For four days last July, Giulio Superti-Furga, Robert Russell and a few of their colleagues shut themselves away in a hotel room on the banks of the Danube. There they pored over thousands of images of yeast proteins. They were scouring the pictures to try to work out whether most cellular proteins exist as complexes and to see how they are organized.

The fruits of their labour appear on page 631 of this issue, where they confirm that the proteins do indeed form hundreds of ‘core’ complexes. But they also show that these core complexes can combine with other proteins to gain additional capabilities — much like extra tool modules can be attached to a machine.

The quest for the complexes began some six years ago at Cellzome, the biotechnology firm co-founded by Superti-Furga in Heidelberg, Germany. The initial plan was to characterize all of the detectable protein complexes in a cell — the team picked yeast as it is a relatively simple and well-studied model system.

Anne-Claude Gavin, the paper's joint first author, led the effort to express all of the known yeast proteins with a small tag that would allow each one to be extracted from the cell along with any other protein bound to it. The researchers then used mass spectrometry to identify the captured proteins and their partners.

A trial run for this technique, using a subset of yeast's proteins, was published a few years ago (A.-C. Gavin et al. Nature 415, 141–147; 2002). It revealed that protein complexes are indeed the rule rather than the exception. But in the latest results, the team also fished for different binding partners for each protein several times, eventually collecting data from 52,000 samples. “By doing the entire protein complement, there is nowhere a protein can hide,” says Superti-Furga. “We would have not seen the modularity otherwise.”

Gathering such a massive amount of data may seem like a daunting task, but the real challenge still lay ahead: converting the information into something biologically meaningful. Superti-Furga turned for help to Russell, a bioinformatician at the European Molecular Biology Laboratory in Heidelberg. “Getting first access to original data that are very exciting is a dream come true for a bioinformatician,” says Russell, who worked with Patrick Aloy on the analysis.

The process of getting from data to meaning involved much trial and error — and a lot of back-and-forth communication between the labs to reach a consensus. “An important element was the very intense discussions between biologists and bioinformaticians. That was the best part of the project, and where the magic happened,” says Superti-Furga, who recently left Cellzome to head the Research Center for Molecular Medicine at the Austrian Academy of Sciences in Vienna.

Apart from meetings in European hotels, these discussions took place on the phone and by e-mail over several months. Russell alone counts some 1,020 messages in his inbox relating to the project.

By explaining the data from each member's perspective, the group eventually arrived at a common interpretation. “You have to keep trying to describe what you think you are seeing and the other person keeps trying to see whether they understand,” says Superti-Furga.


AIM OF THE TASK.
Report every line of the listing below in which the string "ffffff" appears.

DATA FOR REVIEW.
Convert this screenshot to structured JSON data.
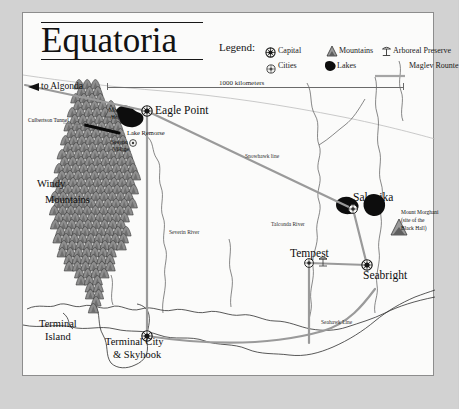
{
  "map": {
    "title": "Equatoria",
    "edge_note": "to Algonda",
    "scale": {
      "label": "1000 kilometers",
      "length_px": 296
    }
  },
  "legend": {
    "label": "Legend:",
    "items": [
      {
        "key": "capital",
        "label": "Capital",
        "icon": "capital-marker-icon"
      },
      {
        "key": "mountains",
        "label": "Mountains",
        "icon": "mountain-icon"
      },
      {
        "key": "preserve",
        "label": "Arboreal Preserve",
        "icon": "arboreal-preserve-icon"
      },
      {
        "key": "cities",
        "label": "Cities",
        "icon": "city-marker-icon"
      },
      {
        "key": "lakes",
        "label": "Lakes",
        "icon": "lake-icon"
      },
      {
        "key": "maglev",
        "label": "Maglev Rounte",
        "icon": "maglev-line-icon"
      }
    ]
  },
  "settlements": [
    {
      "name": "Eagle Point",
      "type": "capital"
    },
    {
      "name": "Salonika",
      "type": "cities"
    },
    {
      "name": "Tempest",
      "type": "cities"
    },
    {
      "name": "Seabright",
      "type": "capital"
    },
    {
      "name": "Terminal City\n& Skyhook",
      "type": "capital"
    },
    {
      "name": "Severin\nVillage",
      "type": "cities"
    }
  ],
  "labels": {
    "eagle_point": "Eagle Point",
    "salonika": "Salonika",
    "tempest": "Tempest",
    "seabright": "Seabright",
    "terminal_city_1": "Terminal City",
    "terminal_city_2": "& Skyhook",
    "terminal_island_1": "Terminal",
    "terminal_island_2": "Island",
    "windy_mountains_1": "Windy",
    "windy_mountains_2": "Mountains",
    "mount_hope_1": "Mount",
    "mount_hope_2": "Hope",
    "lake_remorse": "Lake Remorse",
    "severin_village_1": "Severin",
    "severin_village_2": "Village",
    "culbertson_tunnel": "Culbertson Tunnel",
    "mount_morghani_1": "Mount Morghani",
    "mount_morghani_2": "(site of the",
    "mount_morghani_3": "Black Hall)",
    "severin_river": "Severin River",
    "talconda_river": "Talconda River",
    "snowhawk_line": "Snowhawk line",
    "seahawk_line": "Seahawk Line"
  },
  "colors": {
    "paper": "#fbfbfa",
    "margin": "#d2d2d2",
    "ink": "#111111",
    "frame": "#8d8d8d",
    "maglev": "#9a9a9a",
    "mountain_fill": "#8e8e8e",
    "mountain_line": "#3a3a3a",
    "lake_fill": "#0d0d0d",
    "river": "#555555",
    "coast": "#2f2f2f"
  }
}
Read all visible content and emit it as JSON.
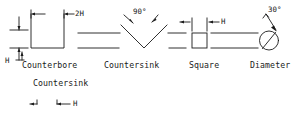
{
  "figure": {
    "type": "engineering-drawing-symbol-reference",
    "line_color": "#1a1a1a",
    "background_color": "#ffffff"
  },
  "symbols": [
    {
      "id": "counterbore",
      "label": "Counterbore",
      "secondary_label": "Countersink",
      "width_dim": "2H",
      "height_dim": "H",
      "left_dim": "H"
    },
    {
      "id": "countersink",
      "label": "Countersink",
      "angle": "90°"
    },
    {
      "id": "square",
      "label": "Square",
      "width_dim": "H"
    },
    {
      "id": "diameter",
      "label": "Diameter",
      "angle": "30°"
    }
  ],
  "annotations": {
    "counterbore_width": "2H",
    "counterbore_height": "H",
    "counterbore_left": "H",
    "countersink_angle": "90°",
    "square_width": "H",
    "diameter_slash_angle": "30°",
    "partial_bottom_dim": "H"
  },
  "labels": {
    "counterbore": "Counterbore",
    "countersink": "Countersink",
    "countersink_row2": "Countersink",
    "square": "Square",
    "diameter": "Diameter"
  }
}
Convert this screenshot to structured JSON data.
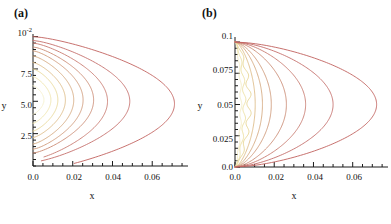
{
  "figure": {
    "panels": [
      {
        "key": "a",
        "label": "(a)",
        "xlabel": "x",
        "ylabel": "y",
        "y_exponent_label": "10",
        "y_exponent_sup": "-2",
        "x_ticks": [
          "0.0",
          "0.02",
          "0.04",
          "0.06"
        ],
        "y_ticks": [
          "7.5",
          "5.0",
          "2.5"
        ]
      },
      {
        "key": "b",
        "label": "(b)",
        "xlabel": "x",
        "ylabel": "y",
        "x_ticks": [
          "0.0",
          "0.02",
          "0.04",
          "0.06"
        ],
        "y_ticks": [
          "0.1",
          "0.075",
          "0.05",
          "0.025",
          "0.0"
        ]
      }
    ]
  },
  "chart_data": [
    {
      "type": "line",
      "title": "(a)",
      "xlabel": "x",
      "ylabel": "y",
      "xlim": [
        0.0,
        0.078
      ],
      "ylim": [
        0.0,
        0.0102
      ],
      "y_scale_note": "y axis in units of 10^-2",
      "x_ticks": [
        0.0,
        0.02,
        0.04,
        0.06
      ],
      "y_ticks": [
        0.0025,
        0.005,
        0.0075,
        0.01
      ],
      "grid": false,
      "legend": "none",
      "description": "Nested open contour curves anchored on the left axis (x=0), each bulging rightward with a rounded nose; curves grow progressively larger and change color from pale cream (innermost) to reddish brown (outermost).",
      "series": [
        {
          "name": "level-1",
          "color": "#f5efc8",
          "x_max": 0.0055,
          "y_center": 0.0051,
          "y_top": 0.0062,
          "y_bottom": 0.004
        },
        {
          "name": "level-2",
          "color": "#eee3a8",
          "x_max": 0.009,
          "y_center": 0.0051,
          "y_top": 0.0069,
          "y_bottom": 0.0033
        },
        {
          "name": "level-3",
          "color": "#e8d795",
          "x_max": 0.0125,
          "y_center": 0.0051,
          "y_top": 0.0075,
          "y_bottom": 0.0027
        },
        {
          "name": "level-4",
          "color": "#ddbb86",
          "x_max": 0.0163,
          "y_center": 0.0051,
          "y_top": 0.008,
          "y_bottom": 0.0022
        },
        {
          "name": "level-5",
          "color": "#d5a87e",
          "x_max": 0.0205,
          "y_center": 0.0051,
          "y_top": 0.0085,
          "y_bottom": 0.0017
        },
        {
          "name": "level-6",
          "color": "#cf9a79",
          "x_max": 0.0252,
          "y_center": 0.0051,
          "y_top": 0.0089,
          "y_bottom": 0.0013
        },
        {
          "name": "level-7",
          "color": "#cb8b74",
          "x_max": 0.0305,
          "y_center": 0.0051,
          "y_top": 0.0092,
          "y_bottom": 0.001
        },
        {
          "name": "level-8",
          "color": "#c87b70",
          "x_max": 0.0375,
          "y_center": 0.005,
          "y_top": 0.0095,
          "y_bottom": 0.0007
        },
        {
          "name": "level-9",
          "color": "#c56f6c",
          "x_max": 0.0487,
          "y_center": 0.005,
          "y_top": 0.0097,
          "y_bottom": 0.0004
        },
        {
          "name": "level-10",
          "color": "#c2625f",
          "x_max": 0.0712,
          "y_center": 0.0048,
          "y_top": 0.01,
          "y_bottom": 0.0002
        }
      ]
    },
    {
      "type": "line",
      "title": "(b)",
      "xlabel": "x",
      "ylabel": "y",
      "xlim": [
        0.0,
        0.078
      ],
      "ylim": [
        0.0,
        0.104
      ],
      "x_ticks": [
        0.0,
        0.02,
        0.04,
        0.06
      ],
      "y_ticks": [
        0.0,
        0.025,
        0.05,
        0.075,
        0.1
      ],
      "grid": false,
      "legend": "none",
      "description": "Nested closed-ended contour curves that all converge to two pinch points on the left axis at y=0.1 (top) and y=0 (bottom); each loop bulges rightward. Innermost curves are pale cream with a visibly wavy/jagged texture; outer curves are smooth and reddish brown.",
      "series": [
        {
          "name": "level-1",
          "color": "#f3ecc4",
          "x_max": 0.003,
          "y_top": 0.1,
          "y_bottom": 0.0,
          "wavy": true
        },
        {
          "name": "level-2",
          "color": "#ece0a2",
          "x_max": 0.0048,
          "y_top": 0.1,
          "y_bottom": 0.0,
          "wavy": true
        },
        {
          "name": "level-3",
          "color": "#e6d592",
          "x_max": 0.0072,
          "y_top": 0.1,
          "y_bottom": 0.0,
          "wavy": true
        },
        {
          "name": "level-4",
          "color": "#dcba85",
          "x_max": 0.0103,
          "y_top": 0.1,
          "y_bottom": 0.0,
          "wavy": false
        },
        {
          "name": "level-5",
          "color": "#d4a77d",
          "x_max": 0.014,
          "y_top": 0.1,
          "y_bottom": 0.0,
          "wavy": false
        },
        {
          "name": "level-6",
          "color": "#ce9978",
          "x_max": 0.0185,
          "y_top": 0.1,
          "y_bottom": 0.0,
          "wavy": false
        },
        {
          "name": "level-7",
          "color": "#ca8a73",
          "x_max": 0.0262,
          "y_top": 0.1,
          "y_bottom": 0.0,
          "wavy": false
        },
        {
          "name": "level-8",
          "color": "#c77a6f",
          "x_max": 0.036,
          "y_top": 0.1,
          "y_bottom": 0.0,
          "wavy": false
        },
        {
          "name": "level-9",
          "color": "#c46e6b",
          "x_max": 0.05,
          "y_top": 0.1,
          "y_bottom": 0.0,
          "wavy": false
        },
        {
          "name": "level-10",
          "color": "#c1615e",
          "x_max": 0.0722,
          "y_top": 0.1,
          "y_bottom": 0.0,
          "wavy": false
        }
      ]
    }
  ]
}
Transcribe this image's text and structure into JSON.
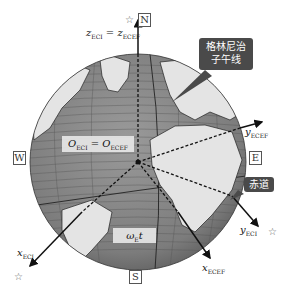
{
  "directions": {
    "north": "N",
    "south": "S",
    "east": "E",
    "west": "W"
  },
  "axes": {
    "z_label": {
      "var": "z",
      "sub1": "ECI",
      "eq": " = ",
      "var2": "z",
      "sub2": "ECEF"
    },
    "y_ecef": {
      "var": "y",
      "sub": "ECEF"
    },
    "y_eci": {
      "var": "y",
      "sub": "ECI"
    },
    "x_eci": {
      "var": "x",
      "sub": "ECI"
    },
    "x_ecef": {
      "var": "x",
      "sub": "ECEF"
    }
  },
  "origin_label": {
    "var": "O",
    "sub1": "ECI",
    "eq": " = ",
    "var2": "O",
    "sub2": "ECEF"
  },
  "angle_label": {
    "omega": "ω",
    "sub": "E",
    "t": "t"
  },
  "callouts": {
    "greenwich": {
      "line1": "格林尼治",
      "line2": "子午线"
    },
    "equator": "赤道"
  },
  "star_symbol": "☆",
  "colors": {
    "ocean": "#8a8a8a",
    "land": "#e4e4e4",
    "callout_bg": "#4a4a4a",
    "axis": "#111111"
  }
}
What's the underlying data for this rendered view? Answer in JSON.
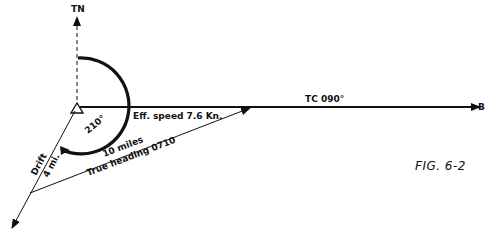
{
  "figure": {
    "caption": "FIG. 6-2",
    "labels": {
      "true_north": "TN",
      "true_course": "TC 090°",
      "destination": "B",
      "effective_speed": "Eff. speed 7.6 Kn.",
      "angle": "210°",
      "drift": "Drift",
      "drift_distance": "4 mi.",
      "distance": "10 miles",
      "true_heading": "True heading 0710"
    }
  },
  "colors": {
    "ink": "#111111",
    "background": "#ffffff"
  }
}
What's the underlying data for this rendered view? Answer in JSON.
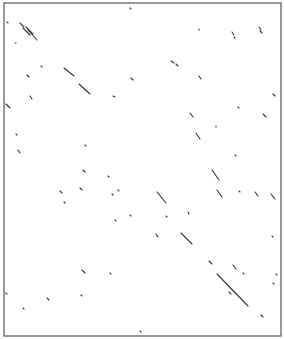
{
  "chart_data": {
    "type": "scatter",
    "subtype": "dot-plot",
    "title": "",
    "xlabel": "",
    "ylabel": "",
    "grid": false,
    "frame": {
      "x1": 4,
      "y1": 3,
      "x2": 281,
      "y2": 336,
      "color": "#555555"
    },
    "line_color": "#333333",
    "segments": [
      [
        20,
        23,
        24,
        27
      ],
      [
        23,
        28,
        30,
        35
      ],
      [
        26,
        27,
        33,
        34
      ],
      [
        28,
        30,
        37,
        40
      ],
      [
        7,
        22,
        8,
        23
      ],
      [
        15,
        43,
        16,
        43
      ],
      [
        27,
        75,
        29,
        77
      ],
      [
        41,
        66,
        42,
        67
      ],
      [
        64,
        68,
        74,
        76
      ],
      [
        79,
        84,
        90,
        94
      ],
      [
        113,
        96,
        115,
        97
      ],
      [
        130,
        8,
        131,
        9
      ],
      [
        199,
        29,
        199,
        30
      ],
      [
        232,
        32,
        234,
        35
      ],
      [
        234,
        37,
        235,
        38
      ],
      [
        259,
        27,
        261,
        30
      ],
      [
        260,
        31,
        262,
        33
      ],
      [
        171,
        61,
        174,
        63
      ],
      [
        176,
        64,
        178,
        66
      ],
      [
        199,
        76,
        201,
        79
      ],
      [
        131,
        78,
        133,
        80
      ],
      [
        6,
        104,
        10,
        108
      ],
      [
        30,
        96,
        32,
        99
      ],
      [
        273,
        94,
        275,
        96
      ],
      [
        238,
        107,
        239,
        108
      ],
      [
        190,
        113,
        193,
        117
      ],
      [
        263,
        114,
        266,
        117
      ],
      [
        216,
        126,
        216,
        127
      ],
      [
        196,
        133,
        200,
        139
      ],
      [
        16,
        134,
        17,
        135
      ],
      [
        18,
        150,
        20,
        153
      ],
      [
        85,
        145,
        86,
        146
      ],
      [
        235,
        155,
        236,
        156
      ],
      [
        212,
        170,
        219,
        180
      ],
      [
        83,
        170,
        85,
        172
      ],
      [
        108,
        176,
        109,
        177
      ],
      [
        60,
        191,
        62,
        193
      ],
      [
        80,
        188,
        82,
        190
      ],
      [
        118,
        190,
        119,
        191
      ],
      [
        112,
        194,
        113,
        195
      ],
      [
        64,
        202,
        65,
        203
      ],
      [
        157,
        192,
        166,
        203
      ],
      [
        217,
        190,
        222,
        197
      ],
      [
        239,
        191,
        240,
        192
      ],
      [
        255,
        192,
        258,
        196
      ],
      [
        271,
        194,
        275,
        199
      ],
      [
        166,
        216,
        167,
        217
      ],
      [
        188,
        212,
        189,
        214
      ],
      [
        130,
        215,
        131,
        216
      ],
      [
        115,
        220,
        116,
        221
      ],
      [
        156,
        234,
        158,
        237
      ],
      [
        181,
        233,
        192,
        244
      ],
      [
        82,
        270,
        85,
        273
      ],
      [
        110,
        273,
        111,
        274
      ],
      [
        209,
        261,
        212,
        264
      ],
      [
        233,
        265,
        236,
        269
      ],
      [
        217,
        274,
        248,
        306
      ],
      [
        229,
        292,
        231,
        294
      ],
      [
        261,
        315,
        263,
        317
      ],
      [
        6,
        293,
        7,
        294
      ],
      [
        23,
        308,
        24,
        309
      ],
      [
        47,
        298,
        49,
        300
      ],
      [
        81,
        295,
        82,
        296
      ],
      [
        140,
        331,
        141,
        332
      ],
      [
        273,
        283,
        274,
        284
      ],
      [
        276,
        274,
        277,
        275
      ],
      [
        243,
        273,
        244,
        274
      ],
      [
        272,
        236,
        273,
        237
      ]
    ]
  }
}
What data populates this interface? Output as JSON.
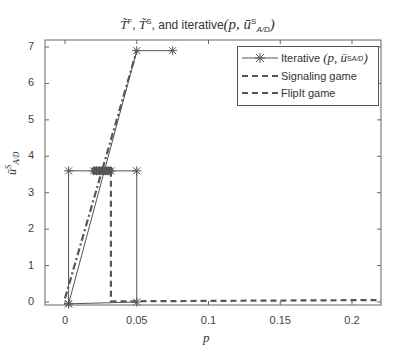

RESULT BELOW.
    "background_color": "#ffffff"
    "background": "#ffffff"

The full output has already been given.